The broader narrative that DOJ seemed to push of Google bullying its way to default exclusivity was challenged during Google’s cross examination of Braddi, which pointed out that it’s entirely normal for parties to start negotiations with extreme offers on either side before reaching an agreement in the middle. According to Braddi, neither Apple nor Google was ever able to get everything it wanted out of the default deals.
DOJ’s direct examination also called attention to the fact that Google partnered with Apple to the tune of billions of dollars despite the fact that Apple’s iOS represented the biggest competitor of Google’s Android operating system. Braddi testified that the default deal places no conditions on how Apple uses the payments it receives from Google and that she is “sure” the payments are used to improve iOS.
It seemed like DOJ pursued this line of questioning to underscore the importance of the default placements to Google; that is, the defaults were so strategically important to Google that it was worth sharing huge sums of money with its main rival in the mobile operating system space.
But it also potentially bears on what I understand to be an open legal question in this case: whether Judge Mehta’s competitive analysis of the default agreements can take into account benefits from outside relevant markets. That is, can Google argue the default agreements are pro-competitive because the agreements have pro-competitive effects in outside markets such as lowering the consumer price of iPhones?

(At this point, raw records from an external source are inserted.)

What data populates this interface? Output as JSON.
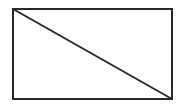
{
  "diagram": {
    "shape": "rectangle-with-diagonal",
    "stroke_color": "#2a2a2a",
    "rect": {
      "x": 13,
      "y": 9,
      "width": 159,
      "height": 90
    },
    "diagonal": {
      "x1": 13,
      "y1": 9,
      "x2": 172,
      "y2": 99
    }
  }
}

That kind of argument hasn’t really surfaced from Google yet, but Judge Mehta denied the DOJ’s pretrial motion in limine to exclude evidence of purported benefits from outside relevant markets — which means Google can present this kind of evidence if it wants to. (As I mentioned above, I understand it to be an open legal question whether Judge Mehta can actually rely on this kind of evidence in determining whether or not the deals are anti-competitive.) I’ll be paying attention to whether Google presents this kind of evidence once it gets the chance to start presenting its defense in a couple of weeks.

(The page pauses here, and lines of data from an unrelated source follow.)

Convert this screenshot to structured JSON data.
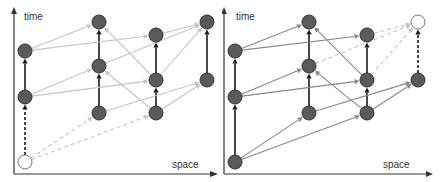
{
  "colors": {
    "node_fill": "#5a5a5a",
    "node_stroke": "#333333",
    "open_node_fill": "#ffffff",
    "vertical_edge": "#1a1a1a",
    "left_edge": "#c4c4c4",
    "right_edge": "#888888",
    "dashed_light": "#c4c4c4",
    "axis": "#333333"
  },
  "panels": [
    {
      "id": "left",
      "axis": {
        "y_label": "time",
        "x_label": "space"
      },
      "nodes": [
        {
          "id": "A0",
          "x": 25,
          "y": 162,
          "open": true
        },
        {
          "id": "A2",
          "x": 25,
          "y": 97
        },
        {
          "id": "A1",
          "x": 25,
          "y": 51
        },
        {
          "id": "B3",
          "x": 99,
          "y": 113
        },
        {
          "id": "B2",
          "x": 99,
          "y": 66
        },
        {
          "id": "B1",
          "x": 99,
          "y": 22
        },
        {
          "id": "C3",
          "x": 156,
          "y": 113
        },
        {
          "id": "C2",
          "x": 156,
          "y": 80
        },
        {
          "id": "C1",
          "x": 156,
          "y": 35
        },
        {
          "id": "D2",
          "x": 207,
          "y": 80
        },
        {
          "id": "D1",
          "x": 207,
          "y": 22
        }
      ],
      "edges": [
        {
          "from": "A0",
          "to": "A2",
          "style": "vertical-dashed"
        },
        {
          "from": "A2",
          "to": "A1",
          "style": "vertical"
        },
        {
          "from": "B3",
          "to": "B2",
          "style": "vertical"
        },
        {
          "from": "B2",
          "to": "B1",
          "style": "vertical"
        },
        {
          "from": "C3",
          "to": "C2",
          "style": "vertical"
        },
        {
          "from": "C2",
          "to": "C1",
          "style": "vertical"
        },
        {
          "from": "D2",
          "to": "D1",
          "style": "vertical"
        },
        {
          "from": "A1",
          "to": "B1",
          "style": "light"
        },
        {
          "from": "A1",
          "to": "C1",
          "style": "light"
        },
        {
          "from": "A2",
          "to": "B2",
          "style": "light"
        },
        {
          "from": "A2",
          "to": "C2",
          "style": "light"
        },
        {
          "from": "C2",
          "to": "B1",
          "style": "light"
        },
        {
          "from": "C3",
          "to": "B2",
          "style": "light"
        },
        {
          "from": "B2",
          "to": "D1",
          "style": "light"
        },
        {
          "from": "C1",
          "to": "D1",
          "style": "light"
        },
        {
          "from": "C2",
          "to": "D1",
          "style": "light"
        },
        {
          "from": "B3",
          "to": "D2",
          "style": "light"
        },
        {
          "from": "C3",
          "to": "D2",
          "style": "light"
        },
        {
          "from": "A0",
          "to": "B3",
          "style": "light-dashed"
        },
        {
          "from": "A0",
          "to": "C3",
          "style": "light-dashed"
        }
      ]
    },
    {
      "id": "right",
      "axis": {
        "y_label": "time",
        "x_label": "space"
      },
      "nodes": [
        {
          "id": "A0",
          "x": 13,
          "y": 162
        },
        {
          "id": "A2",
          "x": 13,
          "y": 97
        },
        {
          "id": "A1",
          "x": 13,
          "y": 51
        },
        {
          "id": "B3",
          "x": 87,
          "y": 113
        },
        {
          "id": "B2",
          "x": 87,
          "y": 66
        },
        {
          "id": "B1",
          "x": 87,
          "y": 22
        },
        {
          "id": "C3",
          "x": 145,
          "y": 113
        },
        {
          "id": "C2",
          "x": 145,
          "y": 80
        },
        {
          "id": "C1",
          "x": 145,
          "y": 35
        },
        {
          "id": "D2",
          "x": 196,
          "y": 80
        },
        {
          "id": "D1",
          "x": 196,
          "y": 22,
          "open": true
        }
      ],
      "edges": [
        {
          "from": "A0",
          "to": "A2",
          "style": "vertical"
        },
        {
          "from": "A2",
          "to": "A1",
          "style": "vertical"
        },
        {
          "from": "B3",
          "to": "B2",
          "style": "vertical"
        },
        {
          "from": "B2",
          "to": "B1",
          "style": "vertical"
        },
        {
          "from": "C3",
          "to": "C2",
          "style": "vertical"
        },
        {
          "from": "C2",
          "to": "C1",
          "style": "vertical"
        },
        {
          "from": "D2",
          "to": "D1",
          "style": "vertical-dashed"
        },
        {
          "from": "A1",
          "to": "B1",
          "style": "medium"
        },
        {
          "from": "A1",
          "to": "C1",
          "style": "medium"
        },
        {
          "from": "A2",
          "to": "B2",
          "style": "medium"
        },
        {
          "from": "A2",
          "to": "C2",
          "style": "medium"
        },
        {
          "from": "C2",
          "to": "B1",
          "style": "medium"
        },
        {
          "from": "C3",
          "to": "B2",
          "style": "medium"
        },
        {
          "from": "B3",
          "to": "D2",
          "style": "medium"
        },
        {
          "from": "C3",
          "to": "D2",
          "style": "medium"
        },
        {
          "from": "A0",
          "to": "B3",
          "style": "medium"
        },
        {
          "from": "A0",
          "to": "C3",
          "style": "medium"
        },
        {
          "from": "B2",
          "to": "D1",
          "style": "light-dashed"
        },
        {
          "from": "C1",
          "to": "D1",
          "style": "light-dashed"
        },
        {
          "from": "C2",
          "to": "D1",
          "style": "light-dashed"
        }
      ]
    }
  ]
}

The debate over digital advertising markets continues
Coming into today we had heard multiple witnesses share conflicting views about whether Google’s search advertisements face meaningful competition from other major digital platforms like Facebook and Amazon. Early in the trial, Google advertising executive Jerry Dischler testified about Google’s competition for a “piece of the digital advertising pie.” More recently, Joshua Lowcock, a media agency executive, that search advertisements are “mandatory” for any advertiser. Much of the testimony from these witnesses goes directly to the key question of whether general search text advertising, search advertising, and general search advertising are their own relevant antitrust markets.

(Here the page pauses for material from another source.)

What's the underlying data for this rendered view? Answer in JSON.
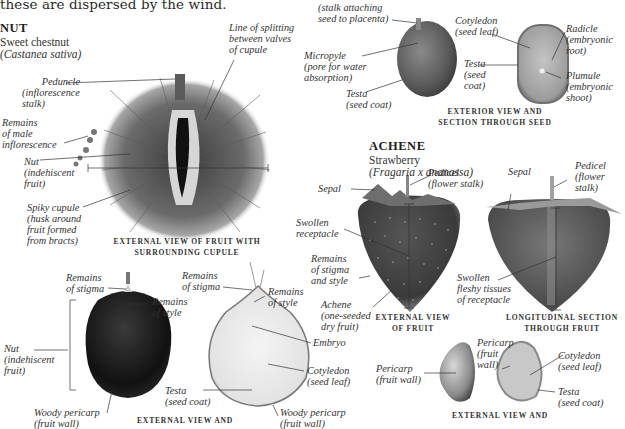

This morning, we heard another perspective on that issue from Tracy-Ann Lim, the Chief Media Officer of JPMorgan Chase who oversees various advertising departments at the financial services company. Here was my summary of her testimony on X/Twitter:
That’s all for today. Braddi finished all of her testimony so we’ll hear from a new witness tomorrow morning. The DOJ’s case is winding down, so I expect most of the remaining witnesses before Google begins its defense to be focused on the States’ separate claims about Google’s SA360.
I have not yet been able to read through it closely, but much of the unsealed testimony of Apple executive (and former Google head of search) John Giannandrea was focused on Apple’s development of its own search-related technologies such as Spotlight and search bar suggestions.